I leaned against the doorframe.
“If you actually believe I’m dangerous, you’re an idiot for showing up drunk and alone at my door.”
That seemed to cut through the alcohol.
He stared at me for a second, then left without another word.
The next morning, I had breakfast at the same restaurant. Maya’s group didn’t show up.
I checked out at eleven, took a cab to the airport, and flew home.
The entire flight, I felt lighter than I had in months.
When I got back to my apartment, there was a note from building management taped to my door. Maya had come by asking for a spare key while I was gone. They refused because her name wasn’t on the lease.
Good.
The next morning, I changed the locks.
Then I canceled the wedding.
The venue. The caterer. The photographer. The florist.
Each phone call felt like pulling a thread from a life that had already unraveled.
Some deposits were lost. Some fees hurt. But none of it hurt as much as marrying someone who needed a vacation with another man to “find herself.”
Maya started texting during her flight home.
Eighteen messages.
The first few were furious. Then apologetic. Then furious again. Then desperate. She accused me of embarrassing her in front of her friends. Said I was cruel. Said Derek meant nothing. Said she loved me. Said we could still fix this if I would just stop punishing her.
I responded once.
“You have until Saturday to arrange pickup of your things. After that, I’m donating everything.”
She called immediately.
I didn’t answer.
Then I blocked her.
By Friday afternoon, I had packed every one of her belongings into boxes and garbage bags. Clothes, shoes, makeup, books, framed photos, chargers, random little things she had scattered through my life until my home no longer felt fully mine.
I left everything outside my apartment door.
She came with her mother, Jessica, and a small moving truck.
I watched from the window as they loaded it all.
Maya kept looking up at the building like she expected me to come down. Like there was still going to be a final scene where she cried hard enough and I changed my mind.
I didn’t move.
Saturday morning, she sent a long email.
She said Derek was a mistake. She said she got caught up in the attention. She said she realized I was the person she wanted. She suggested counseling. Starting over. Better communication.
I deleted it.
Sunday, her father called.
I answered because I had always respected him.
He said Maya had told him her side, but he wanted to hear mine.
So I told him everything. The break. The iPad. The Mexico trip. Derek. The group page. The beach confrontation.
He was silent for a long time.
Then he said, “I raised her better than that.”
His voice cracked slightly when he apologized.
I told him I appreciated it.
Two weeks later, Derek messaged me on social media. Apparently Maya had moved in with him, and he wanted to know if I had any of her things left. He also said Maya was telling people I kept her grandmother’s ring out of spite.
I sent him a photo of the ring box with a note confirming I had returned it to Maya’s mother the day after I got home.
He never replied.
Their relationship lasted less than a month.
I heard through mutual friends that Maya started comparing him to me constantly. Said he wasn’t stable. Wasn’t reliable. Didn’t make her feel safe. Derek eventually kicked her out after a fight about her still having photos of me on her phone.
I almost laughed when I heard that.
Not because it was satisfying.
Because it was predictable.
Maya didn’t want Derek.
She wanted the feeling of being chosen by someone new while still having me waiting at home.
She wanted excitement without consequences.
A break without honesty.
A betrayal without being called betrayal.
Three months after the resort, I ran into Jessica at a coffee shop.
She asked if we could talk.
I told her she could talk, but I didn’t have much to say.
She said Maya kept asking about me. Whether I was dating. Whether I ever mentioned her. Whether I seemed sad.
I looked at Jessica and said, “Tell her I don’t think about her anymore.”
That wasn’t completely true.
Sometimes I did.
Sometimes I’d see a restaurant we used to love or hear a song from early in our relationship, and it would sting for a minute. But the sting passed quicker each time. Eventually, memories became just memories, not open wounds.
I started going to the gym again. Reconnected with friends I’d drifted from while trying to keep Maya happy. Picked up old hobbies. Had dinner with my brother once a week.
He set me up with someone from his wife’s book club.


(Work to complete)
Reproduce each line from the records that holds "legend".

Dataset records on visual material
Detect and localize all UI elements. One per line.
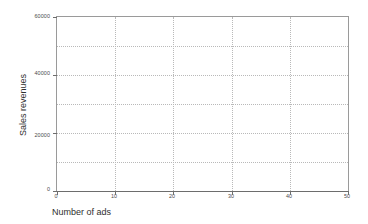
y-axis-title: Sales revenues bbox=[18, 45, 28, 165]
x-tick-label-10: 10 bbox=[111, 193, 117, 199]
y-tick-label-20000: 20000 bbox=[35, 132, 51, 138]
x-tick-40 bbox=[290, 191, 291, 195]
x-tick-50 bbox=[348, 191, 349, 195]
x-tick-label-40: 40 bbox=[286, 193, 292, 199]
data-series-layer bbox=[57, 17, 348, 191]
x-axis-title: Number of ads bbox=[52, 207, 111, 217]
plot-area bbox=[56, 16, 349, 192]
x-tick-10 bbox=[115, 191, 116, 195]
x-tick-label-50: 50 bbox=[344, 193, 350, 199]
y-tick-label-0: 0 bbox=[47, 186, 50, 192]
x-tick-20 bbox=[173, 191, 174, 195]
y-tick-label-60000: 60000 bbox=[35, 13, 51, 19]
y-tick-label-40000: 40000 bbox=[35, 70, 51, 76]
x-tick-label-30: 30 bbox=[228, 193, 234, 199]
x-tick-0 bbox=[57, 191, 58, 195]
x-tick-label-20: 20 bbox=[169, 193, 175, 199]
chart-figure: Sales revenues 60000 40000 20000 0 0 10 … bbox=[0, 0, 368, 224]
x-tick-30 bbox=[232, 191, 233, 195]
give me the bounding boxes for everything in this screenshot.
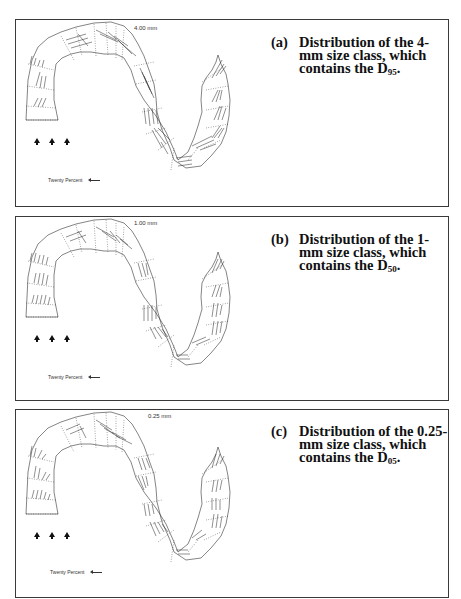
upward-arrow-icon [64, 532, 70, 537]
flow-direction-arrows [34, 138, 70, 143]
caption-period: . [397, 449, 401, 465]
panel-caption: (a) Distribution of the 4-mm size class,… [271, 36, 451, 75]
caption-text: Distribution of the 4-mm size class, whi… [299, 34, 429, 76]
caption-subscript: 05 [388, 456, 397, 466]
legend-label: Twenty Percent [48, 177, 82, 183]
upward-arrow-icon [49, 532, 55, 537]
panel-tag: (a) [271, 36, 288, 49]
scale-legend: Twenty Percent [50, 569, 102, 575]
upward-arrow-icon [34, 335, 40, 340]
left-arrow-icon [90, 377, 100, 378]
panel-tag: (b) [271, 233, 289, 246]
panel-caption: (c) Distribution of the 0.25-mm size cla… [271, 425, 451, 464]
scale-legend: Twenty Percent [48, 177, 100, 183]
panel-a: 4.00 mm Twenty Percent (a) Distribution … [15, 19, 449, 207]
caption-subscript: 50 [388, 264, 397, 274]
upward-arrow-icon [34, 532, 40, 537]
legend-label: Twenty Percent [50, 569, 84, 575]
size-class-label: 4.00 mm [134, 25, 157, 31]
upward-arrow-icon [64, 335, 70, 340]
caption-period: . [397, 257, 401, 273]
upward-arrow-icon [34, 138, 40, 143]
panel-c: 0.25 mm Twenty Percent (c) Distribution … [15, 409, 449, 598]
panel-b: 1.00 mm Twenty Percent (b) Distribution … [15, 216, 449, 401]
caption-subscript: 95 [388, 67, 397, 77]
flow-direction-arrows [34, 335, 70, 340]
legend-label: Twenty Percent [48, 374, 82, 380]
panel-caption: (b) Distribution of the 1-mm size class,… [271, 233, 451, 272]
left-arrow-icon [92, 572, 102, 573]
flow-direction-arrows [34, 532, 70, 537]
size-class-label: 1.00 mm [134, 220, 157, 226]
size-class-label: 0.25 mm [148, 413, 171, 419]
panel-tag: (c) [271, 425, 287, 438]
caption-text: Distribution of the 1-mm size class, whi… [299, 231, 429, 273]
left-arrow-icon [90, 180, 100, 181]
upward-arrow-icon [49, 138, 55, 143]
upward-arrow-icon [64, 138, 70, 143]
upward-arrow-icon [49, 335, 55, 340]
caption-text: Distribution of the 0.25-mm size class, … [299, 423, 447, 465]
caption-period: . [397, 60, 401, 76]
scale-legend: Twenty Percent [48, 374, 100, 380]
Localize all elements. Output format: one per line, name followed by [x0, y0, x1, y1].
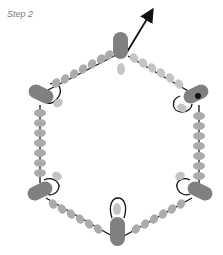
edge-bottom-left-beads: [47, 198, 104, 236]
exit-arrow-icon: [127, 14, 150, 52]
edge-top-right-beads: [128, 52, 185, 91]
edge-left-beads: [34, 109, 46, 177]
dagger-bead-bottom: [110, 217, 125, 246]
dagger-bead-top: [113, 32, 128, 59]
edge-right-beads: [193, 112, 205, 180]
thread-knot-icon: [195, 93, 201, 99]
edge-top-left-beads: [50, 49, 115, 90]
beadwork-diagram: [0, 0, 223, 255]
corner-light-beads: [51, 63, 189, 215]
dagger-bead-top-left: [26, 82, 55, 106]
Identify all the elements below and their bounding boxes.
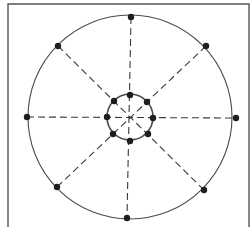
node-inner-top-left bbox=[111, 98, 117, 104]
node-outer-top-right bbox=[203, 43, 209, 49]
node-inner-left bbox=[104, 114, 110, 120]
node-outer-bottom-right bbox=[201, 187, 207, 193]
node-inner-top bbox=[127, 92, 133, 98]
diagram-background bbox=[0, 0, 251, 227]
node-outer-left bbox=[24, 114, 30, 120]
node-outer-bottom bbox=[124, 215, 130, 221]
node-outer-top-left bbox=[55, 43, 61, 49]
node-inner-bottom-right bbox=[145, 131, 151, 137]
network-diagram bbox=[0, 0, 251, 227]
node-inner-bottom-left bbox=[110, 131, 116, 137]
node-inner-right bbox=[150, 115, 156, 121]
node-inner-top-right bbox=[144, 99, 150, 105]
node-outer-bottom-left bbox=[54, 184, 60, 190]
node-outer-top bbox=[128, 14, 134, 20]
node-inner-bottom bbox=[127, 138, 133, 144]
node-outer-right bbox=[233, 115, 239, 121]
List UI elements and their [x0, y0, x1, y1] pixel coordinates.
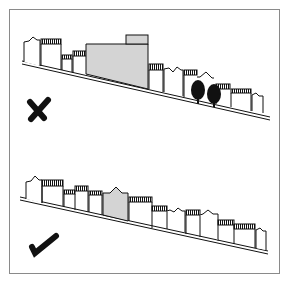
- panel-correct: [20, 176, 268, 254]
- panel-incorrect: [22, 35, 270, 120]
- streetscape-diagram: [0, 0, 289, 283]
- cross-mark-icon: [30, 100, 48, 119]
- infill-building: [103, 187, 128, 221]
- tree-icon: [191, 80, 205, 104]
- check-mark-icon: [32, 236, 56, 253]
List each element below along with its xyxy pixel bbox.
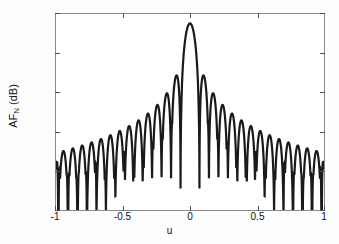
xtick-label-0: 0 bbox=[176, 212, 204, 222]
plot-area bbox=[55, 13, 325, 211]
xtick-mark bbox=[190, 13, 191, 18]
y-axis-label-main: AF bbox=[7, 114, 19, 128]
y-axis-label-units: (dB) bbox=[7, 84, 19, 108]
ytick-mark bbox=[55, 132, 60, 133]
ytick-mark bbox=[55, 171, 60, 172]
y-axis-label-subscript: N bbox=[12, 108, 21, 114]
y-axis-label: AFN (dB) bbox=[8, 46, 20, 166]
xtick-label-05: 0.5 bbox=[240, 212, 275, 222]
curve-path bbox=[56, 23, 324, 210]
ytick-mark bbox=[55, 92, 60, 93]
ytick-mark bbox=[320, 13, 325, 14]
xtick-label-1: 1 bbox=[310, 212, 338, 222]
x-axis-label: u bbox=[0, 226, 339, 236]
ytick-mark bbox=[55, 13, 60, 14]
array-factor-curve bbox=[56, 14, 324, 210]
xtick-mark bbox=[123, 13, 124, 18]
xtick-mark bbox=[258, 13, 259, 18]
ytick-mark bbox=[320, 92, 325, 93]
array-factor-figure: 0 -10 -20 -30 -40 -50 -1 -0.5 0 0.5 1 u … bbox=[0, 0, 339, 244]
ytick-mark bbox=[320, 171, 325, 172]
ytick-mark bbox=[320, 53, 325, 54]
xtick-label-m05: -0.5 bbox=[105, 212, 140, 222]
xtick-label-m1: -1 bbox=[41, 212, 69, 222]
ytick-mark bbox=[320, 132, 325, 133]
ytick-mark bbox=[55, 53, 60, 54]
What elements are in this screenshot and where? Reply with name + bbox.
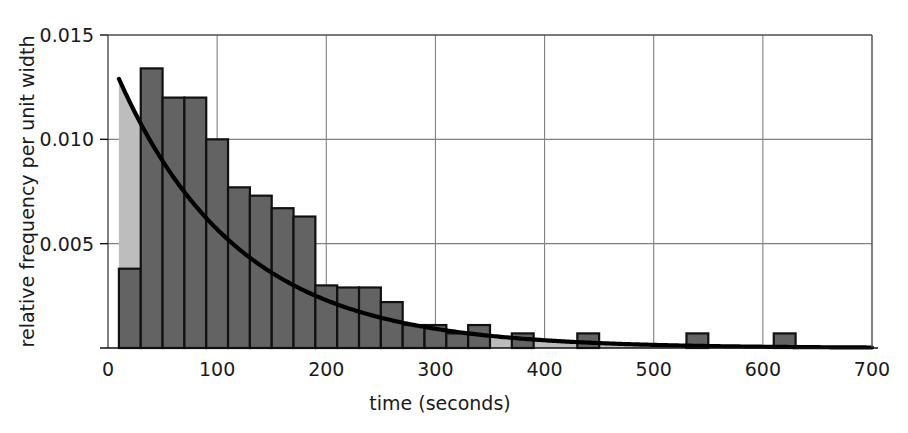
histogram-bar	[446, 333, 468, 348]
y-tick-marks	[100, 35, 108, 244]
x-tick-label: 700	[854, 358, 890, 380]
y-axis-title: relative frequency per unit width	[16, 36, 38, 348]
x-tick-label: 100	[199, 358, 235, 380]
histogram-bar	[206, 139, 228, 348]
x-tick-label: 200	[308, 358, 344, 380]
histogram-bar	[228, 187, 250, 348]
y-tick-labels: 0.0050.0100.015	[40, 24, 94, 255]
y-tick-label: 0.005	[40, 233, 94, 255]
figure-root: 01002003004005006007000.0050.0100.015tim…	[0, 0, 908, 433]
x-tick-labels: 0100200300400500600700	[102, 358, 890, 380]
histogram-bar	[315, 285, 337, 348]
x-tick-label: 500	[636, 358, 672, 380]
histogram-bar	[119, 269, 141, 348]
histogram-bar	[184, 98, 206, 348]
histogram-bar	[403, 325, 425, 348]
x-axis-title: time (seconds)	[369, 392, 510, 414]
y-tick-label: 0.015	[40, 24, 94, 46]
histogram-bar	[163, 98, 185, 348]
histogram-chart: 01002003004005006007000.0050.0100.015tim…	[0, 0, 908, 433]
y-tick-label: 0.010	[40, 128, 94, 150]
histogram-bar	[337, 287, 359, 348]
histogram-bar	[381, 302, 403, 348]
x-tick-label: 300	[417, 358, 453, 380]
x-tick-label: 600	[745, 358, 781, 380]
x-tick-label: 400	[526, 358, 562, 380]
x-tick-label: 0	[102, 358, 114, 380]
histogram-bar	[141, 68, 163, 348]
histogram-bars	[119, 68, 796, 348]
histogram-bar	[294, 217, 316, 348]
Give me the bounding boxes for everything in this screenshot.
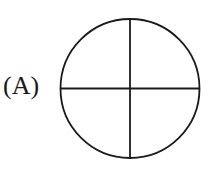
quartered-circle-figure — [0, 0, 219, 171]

(Result of the exercise)
legend-label: Twenty Percent [48, 177, 82, 183]
scale-legend: Twenty Percent [50, 569, 102, 575]
scale-legend: Twenty Percent [48, 177, 100, 183]
legend-label: Twenty Percent [50, 569, 84, 575]
legend-label: Twenty Percent [48, 374, 82, 380]
scale-legend: Twenty Percent [48, 374, 100, 380]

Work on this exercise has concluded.